Giving Karl Marx His Due

However, back in the day when Marx was predicting (as it turns out incorrectly) an inevitable conflict between capitalists and proletarians, it seemed plausible.

Why would there be a conflict? Inevitably, thought Marx, the proletariat would continually be forced to work longer and harder by yesterday's capitalists to maintain adequate profitability.

This would cause the capitalists to be overthrown by proletarians who "had nothing to lose but their chains." In reality, this never happened.

Marx's hypothesized when the predicted overthrow took place, greedy capitalists seeking profits at the expense of the proletariat could be taken out of the equation and the government could provide "salvation by society."
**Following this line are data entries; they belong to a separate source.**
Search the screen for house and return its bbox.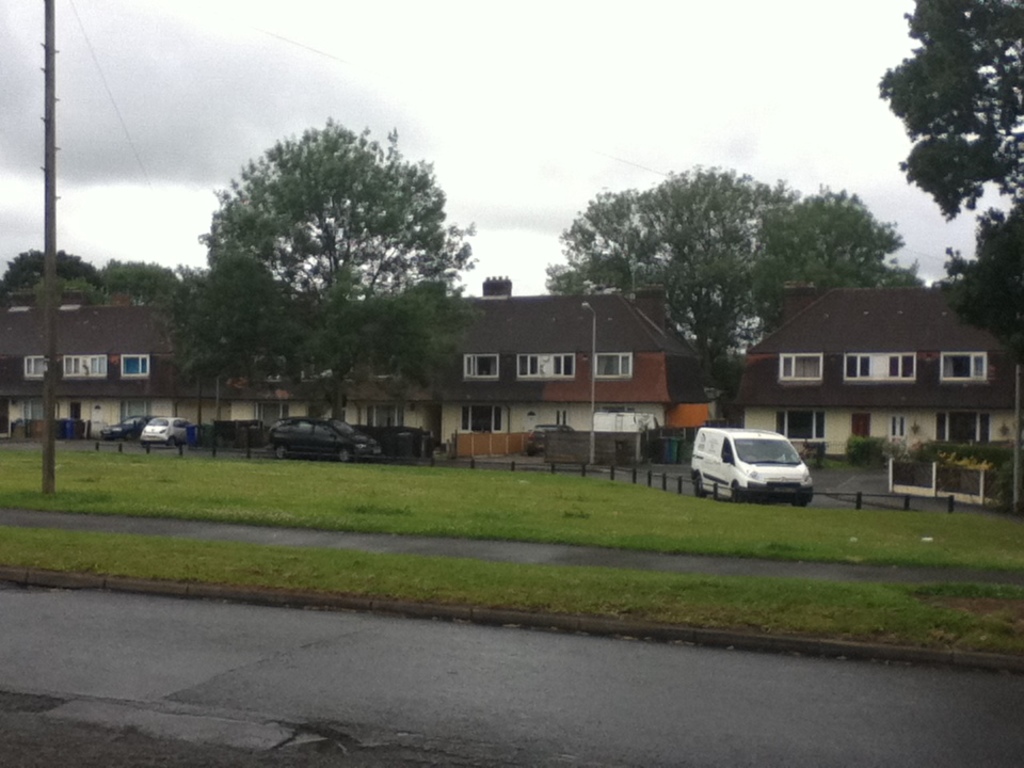
Found: x1=0, y1=287, x2=245, y2=444.
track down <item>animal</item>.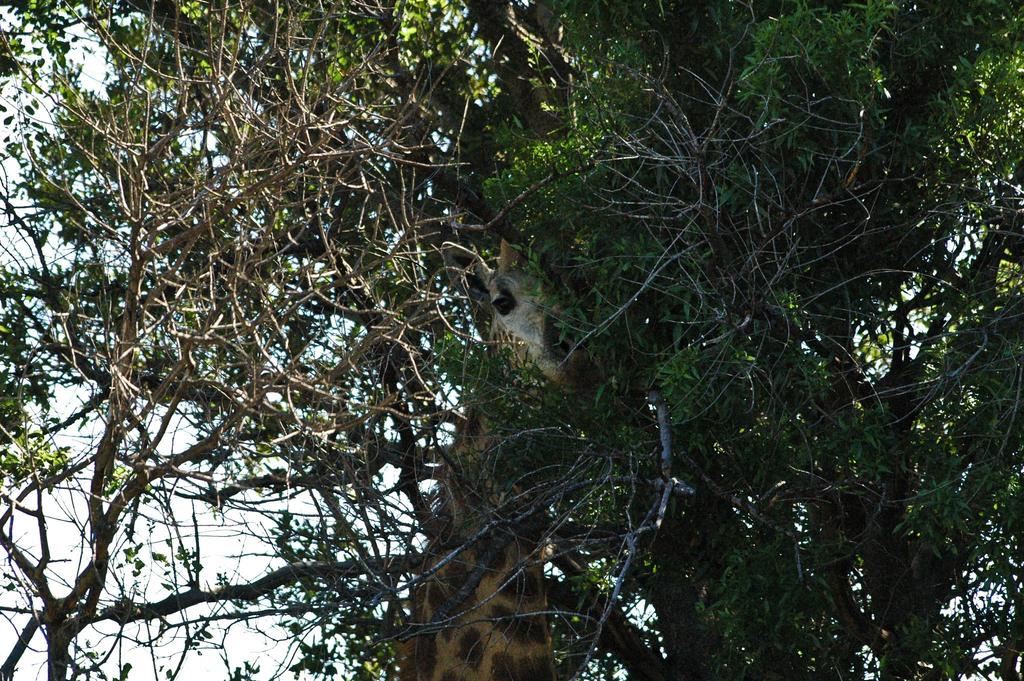
Tracked to [left=408, top=240, right=600, bottom=680].
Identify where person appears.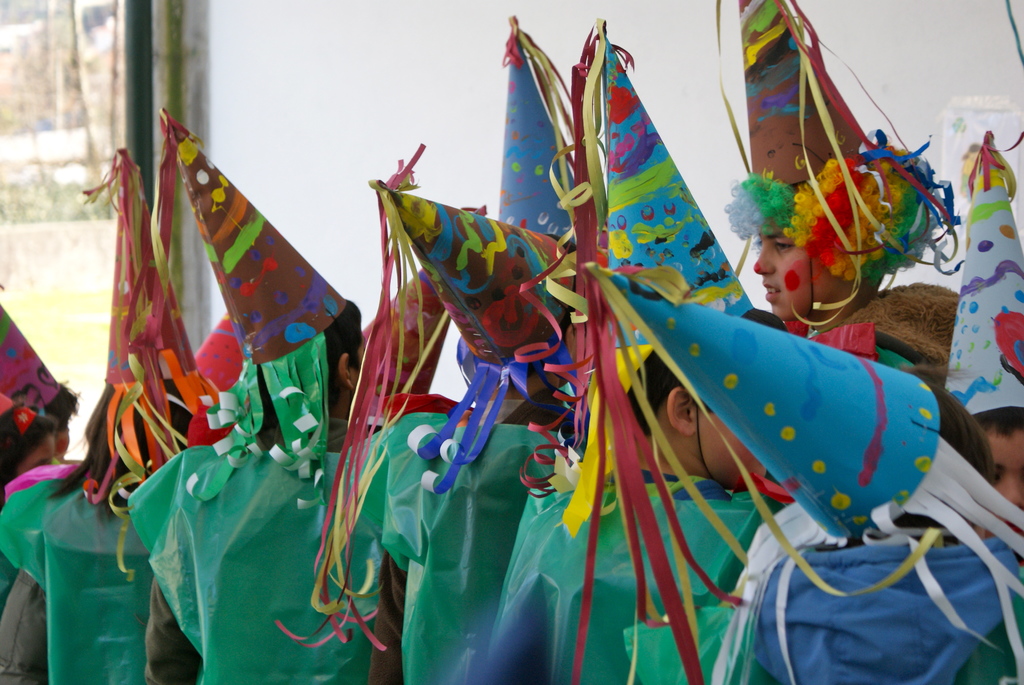
Appears at Rect(0, 127, 222, 684).
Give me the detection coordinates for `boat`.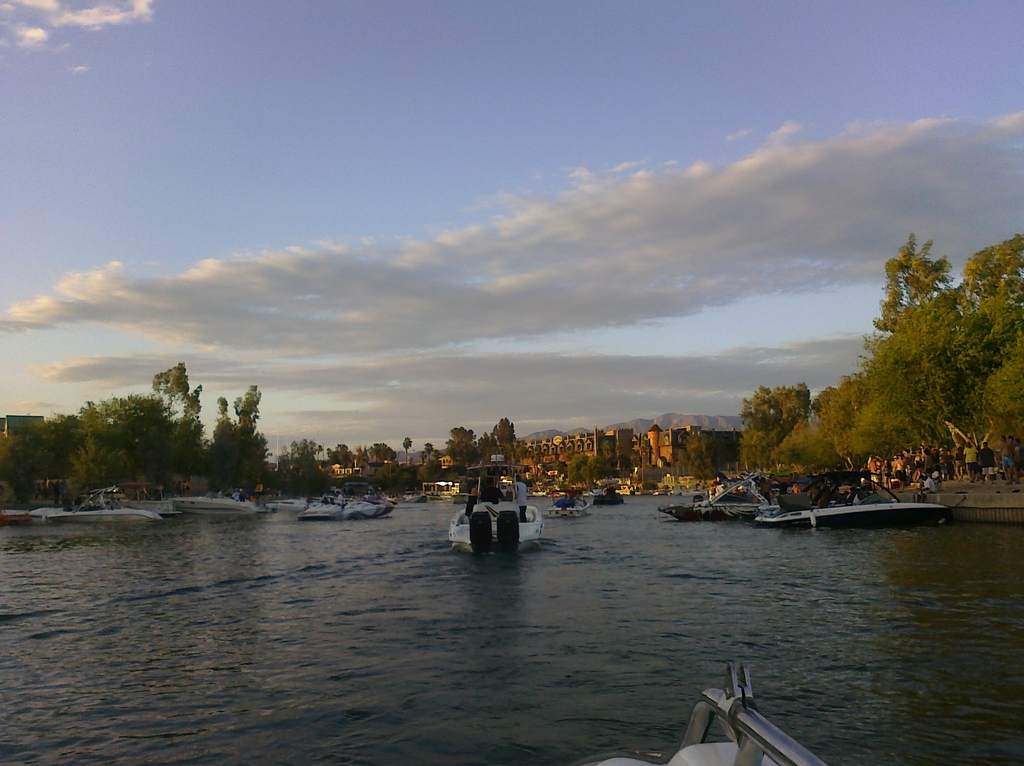
<box>296,500,346,521</box>.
Salvation by society promised an earthly paradise in an everlasting society that achieves both social perfection and individual perfection – taking care of the individual's needs from cradle-to-grave needs.

The fact that this is never worked is irrelevant. It's still being peddled to the naïve and historically illiterate because it's such a seductive theme or promise.

Clarifying Another Historically Inaccurate Claim

In Karl Marx's view and other intellectuals at the time, the proletariat was being exploited or treated very badly by their employers. And were in a far worse position than when working in the agricultural sector.

Said Drucker: "We now know there was no truth in the old universal belief that factory workers (i.e., the proletariat) were no worse off and were treated more harshly than they had been as landless laborers in the pre-industrial countryside…

… They were badly off, no doubt, and harshly treated… But they flocked to the factory precisely because they were still better off there than they were at the bottom of a static, tyrannical and starving rural society…"

But – and this is a very big but – they still experienced a much better quality of life than the one rural life offered.

In Conclusion

Recent surveys indicate the majority of Americans understand – in a more practical way what we might label the Drucker perspective.

In the world of Karl Marx (1818-1883), terms such as "profit as exploitation" might have had more justification.

But we are now living in a different world – a world that emphasizes knowledge work, provides retirement income sources of all kinds, undreamed of entitlements, and relies on corporate spending and investing to meet the vast unsatisfied needs of billions of people on the planet.

Much of these benefits – either directly or indirectly – derives from corporate profitability.

If there is no continuous, purposeful innovations, businesses stagnate. Profits will dwindle. Any government policies that tax beyond a reasonable level, will have an impact on future innovations and business survival.

Many politicians think in a vacuum. Few are adequately trained in the process of decision-making, let alone model building, that renders explicit the interrelationships between and among a set of factors.

Rest assured, an orchestrated and ill-advised war on profits will inevitably impact what many of us now take for granted including political freedom and a functioning civil society.

In a spot-on article in the Wall Street Journal, Daniel Henninger expressed what many are rapidly concluding, "The long-term effect of enacting {massive new} entitlements—atop Social Security and Medicare, already under fiscal pressure from the cohort of baby boomers—could not be more clear: U.S. spending on defense and national security will go flat or fall indefinitely."

We leave it to our readers to reach their own conclusions about "a potential American future that has already happened–unless government actions are taken to counteract today's trend toward mediocrity and replace inertia and its momentum by new energy and new direction."